Captain McCoy and Gunny Zimmerman fired last. Both put all seven shots from their pistols into John Dillinger’s torso, and when the holes had been patched, went to the wooden table and attached the removable stocks to the Broomhandle Mausers, then loaded the pistols.
Colonel Albright heard Captain McCoy quietly issue an order, in Wu, to Gunny Zimmerman: “Shoot him in the head, Ernie.”
They stepped to the firing line, and Banning went through his range officer’s routine. Zimmerman finished firing a second or two before McCoy did.
McCoy checked to see that his Mauser was no longer loaded, then handed the weapon to Zimmerman. Then he walked to the targets, followed by Banning and Albright.
“It would appear that Gunny Zimmerman shot a little high, Colonel,” Banning said. “Most of his rounds seem to have struck John Dillinger in the face.”
He then began to count the holes out loud. There were nineteen. A twentieth hole was a quarter of an inch away from John Dillinger’s ear.
“I wonder why he missed?” Captain McCoy asked innocently. “Usually he’s a pretty good shot.”
“You have made your point, Captain,” Colonel Albright said, smiling at him.
Banning walked to McCoy’s target. The .45 in John Dillinger’s hand was no longer visible. Nor was the hand itself. McCoy’s twenty shots had obliterated them. There was just one hole in the target, no larger than two balled fists held together.
“Colonel,” Banning said, “in the Marine Corps, that’s what we call ‘a nice little group.’”
“I’m suitably impressed,” Albright confessed.
“And does that mean we have crossed all your ts and dotted all your is?”
“Yes, I think we can say that,” Albright said.
“If you’re going back into Washington, Colonel, I think Captain McCoy would like a ride into Unio
n Station.”
“You’re not going?” McCoy asked evenly.
“He’s not going where?” Albright blurted. He had naturally presumed that no one would leave the Country Club until, per Paragraph 12(d)(2) of Opplan China Clipper, the two station wagons departed at 0515 hours on Wednesday to drive everybody and their luggage and equipment to Newark Airport.
“I’ve decided the best thing for me to do, Ken, is stick around here.”
“Where are you going, McCoy?”
“I’ve decided, Colonel, there being no reason that Captain McCoy has to be here, that he can have a pass until 0900 Wednesday morning, when he will report to base operations at Newark airport.
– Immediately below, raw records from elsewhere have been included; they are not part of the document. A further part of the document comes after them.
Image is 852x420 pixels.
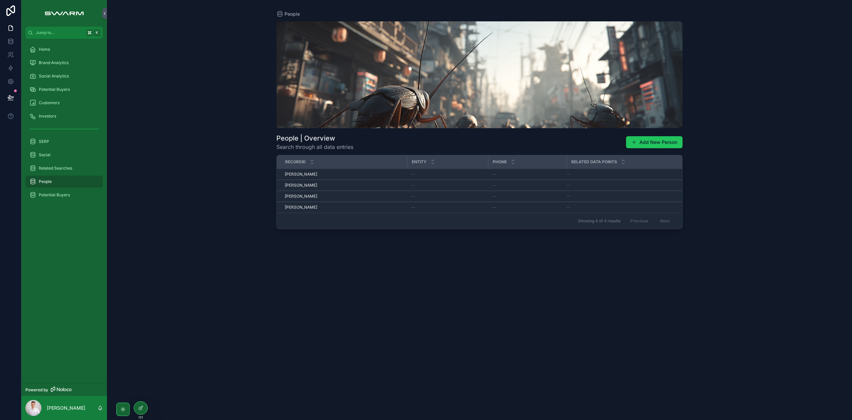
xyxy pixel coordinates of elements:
a: People [25,176,103,188]
span: Related Searches [39,166,72,171]
span: RecordID [285,159,306,165]
span: Search through all data entries [276,143,353,151]
a: Social [25,149,103,161]
a: Home [25,43,103,55]
span: Showing 4 of 4 results [578,219,620,224]
a: -- [411,205,484,210]
span: Home [39,47,50,52]
span: [PERSON_NAME] [285,172,317,177]
span: Potential Buyers [39,193,70,198]
span: Investors [39,114,56,119]
span: -- [492,183,496,188]
a: -- [492,194,563,199]
span: Potential Buyers [39,87,70,92]
a: Customers [25,97,103,109]
span: People [39,179,52,184]
a: -- [567,183,684,188]
p: [PERSON_NAME] [47,405,85,412]
button: Add New Person [626,136,682,148]
span: -- [567,205,571,210]
a: People [276,11,300,17]
img: App logo [41,8,87,19]
a: Investors [25,110,103,122]
a: -- [492,183,563,188]
span: Phone [493,159,507,165]
span: -- [411,205,415,210]
a: Brand Analytics [25,57,103,69]
span: -- [567,183,571,188]
a: Social Analytics [25,70,103,82]
span: Powered by [25,388,48,393]
span: RELATED DATA POINTS [571,159,617,165]
span: Jump to... [36,30,84,35]
a: -- [567,172,684,177]
span: -- [492,172,496,177]
span: People [284,11,300,17]
span: -- [567,172,571,177]
span: Brand Analytics [39,60,69,66]
div: scrollable content [21,39,107,210]
a: Powered by [21,384,107,396]
span: [PERSON_NAME] [285,194,317,199]
span: K [94,30,100,35]
span: SERP [39,139,49,144]
a: [PERSON_NAME] [285,183,403,188]
a: [PERSON_NAME] [285,205,403,210]
a: Potential Buyers [25,84,103,96]
span: Social [39,152,50,158]
span: -- [411,183,415,188]
span: Customers [39,100,59,106]
span: -- [411,194,415,199]
a: -- [492,205,563,210]
span: Entity [412,159,426,165]
h1: People | Overview [276,134,353,143]
a: -- [567,194,684,199]
a: Related Searches [25,162,103,174]
span: -- [411,172,415,177]
span: -- [492,194,496,199]
span: -- [492,205,496,210]
a: -- [411,172,484,177]
a: -- [567,205,684,210]
a: [PERSON_NAME] [285,172,403,177]
a: [PERSON_NAME] [285,194,403,199]
a: -- [411,183,484,188]
button: Jump to...K [25,27,103,39]
a: -- [411,194,484,199]
span: Social Analytics [39,74,69,79]
span: -- [567,194,571,199]
span: [PERSON_NAME] [285,205,317,210]
a: -- [492,172,563,177]
a: SERP [25,136,103,148]
a: Potential Buyers [25,189,103,201]
span: [PERSON_NAME] [285,183,317,188]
He’s going to be in New York City, and I know where to reach him, if necessary.”
There is no reason General Adamson has to know that, Colonel Albright decided.
“You want me to call somebody for you?” McCoy asked, and Albright understood that the conversation was now not between colonel and captain but between close friends.
“I don’t think that would be a good idea, Ken,” Banning said, confirming this. “I may call her from here, but I think everything that has to be said has been said.”
McCoy nodded.
XIV
[ONE]
U.S. Army Air Corps Staging Area
Newark Airport, New Jersey
0845 17 March 1943
“Just so we understand each other,” Miss Ernestine Sage said, as the silver 1939 LaSalle convertible splashed through the slush of a now mostly melted early-morning snowstorm, “You are not just going to get out of the car at the gate and wave good-bye to me. I’m going to see you take off.”
“I’m not sure I can get you inside, Ernie,” McCoy said.
“Wave your goddamned magic wand,” she said. “Either that, or I’ll throw an hysterical fit at the gate.”
“I’ll try,” he said.
They had spent the night at Rocky Fields Farm. Though he had gone there more than a little reluctantly, Ernie had announced that if they spent the night at her apartment in New York City alone, she would go crazy. And in fact it had turned out better than he thought it would. Ernie’s father and mother had not only been very nice, but he finally accepted that they were sorry to see him go. Maybe only because that was going to make Ernie unhappy, but so what?